United States senators and attempted topplers of U.S. government Ted Cruz, Roger Marshall, Jim Lankford, and Tommy, sigh, Tuberville are introducing a new bill demanding that soldiers who refuse to be vaccinated against COVID-19 not be pushed out of the military with dishonorable discharges for disobeying the orders, but instead be given honorable discharges.
Why is COVID-19 vaccination refusal special? Because it's the Republican Party's current favorite disease, that's why. If measles had killed half a million people in a year then people who refused measles shots would be the party's new pockmarked faces of liberty and Republican senators would be rushing to demand troops be allowed to opt out of that one as well.
Being familiar with nigh-on-several Americans who have served in the military, I have it on good authority that this is not, in fact, how the military works. In the military they line you up and you get as damn many shots as the books say to give you, the ones who pass out afterwards are carried to the side so they don't clog traffic, and if you refuse you find yourself outside the base and you can find your own damn way home.
But again, it's been very important for Republicans to differentiate this pandemic disease from all the others, because this was the pandemic disease that was allowed to kill a half million Americans under the bored watch of an incompetent pathological liar the party had hitched its entire reputation to. So here's Cruz saying words at us defending his new stance:
"It is the same way we dishonorably discharge those convicted of serious crimes such as treason, desertion, sexual assault, and murder. Forcing all service members, including pregnant women and those who have already had COVID-19, to receive the vaccine is just one more example of President Biden and his administration putting politics ahead of science."
I cannot possibly convey to you how torturous it is to be forced to continually pay attention to Ted Damn Cruz. It's like having someone hand you earbuds demanding you listen to their favorite song, but it turns out the earbuds are four-inch rusty nails and the "song" is that they've tied a live rat to the flat side of each of them.
Anyway, I'm pretty sure that the punishment for "treason" is a heck of a lot more than getting discharged, and refusing an order has been reason for dishonorable discharge for some time now, and refusing a vaccine that will prevent you from murdering your tentmates when the FDA has now said its safe and the only people arguing otherwise are Facebook groups heavily influenced by foreign troll factories ... feels pretty close to desertion to me?
Mostly, though, this is yet another case in which Republicans continue to choose the oddest possible hills to die on. We're in a pandemic. A deadly pandemic, one that has now killed 675,000 Americans in less than two years. But at no point during any of that have any of the Republican senators in question launched any substantial effort to actually keep Americans from dying; time after time, the only thing that rouses them is the notion that maybe it might be patriotic to do not a damn thing to quell the pandemic and maybe the real heroes here are the ones who don't want to wear masks or get vaccines because [generic burping noises].

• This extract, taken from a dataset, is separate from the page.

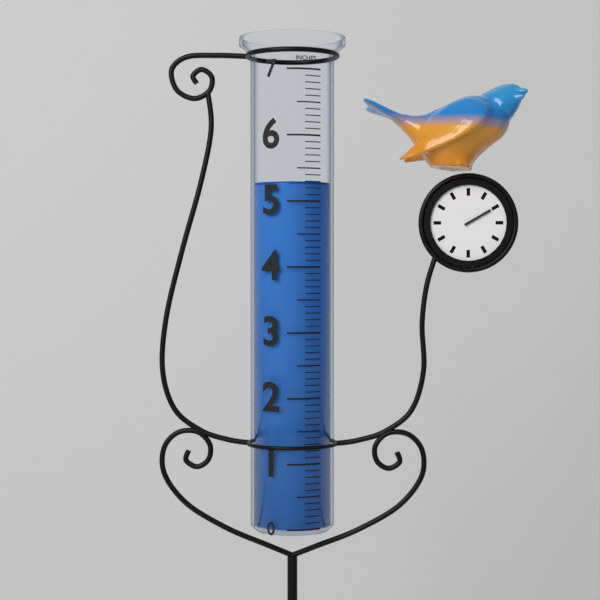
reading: 5.3 in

If you're in the military and not willing to get a vaccine for the one thing most likely to result in military deaths in the next six months, you shouldn't be in the military. You also shouldn't get to pretend you served honorably if you refused vaccination because you believed some Facebook conspiracy theory over your own commanders.
Mostly, though, it's just impressive how narrow Republican pandemic concerns continue to be. We're supposed to consider the deaths of 675,000 Americans no big deal and nothing worth taking drastic action over. But the thought that a soldier directly defying orders in a way that endangers the lives of those around them can expect to be treated accordingly, now that rouses them out of their naps.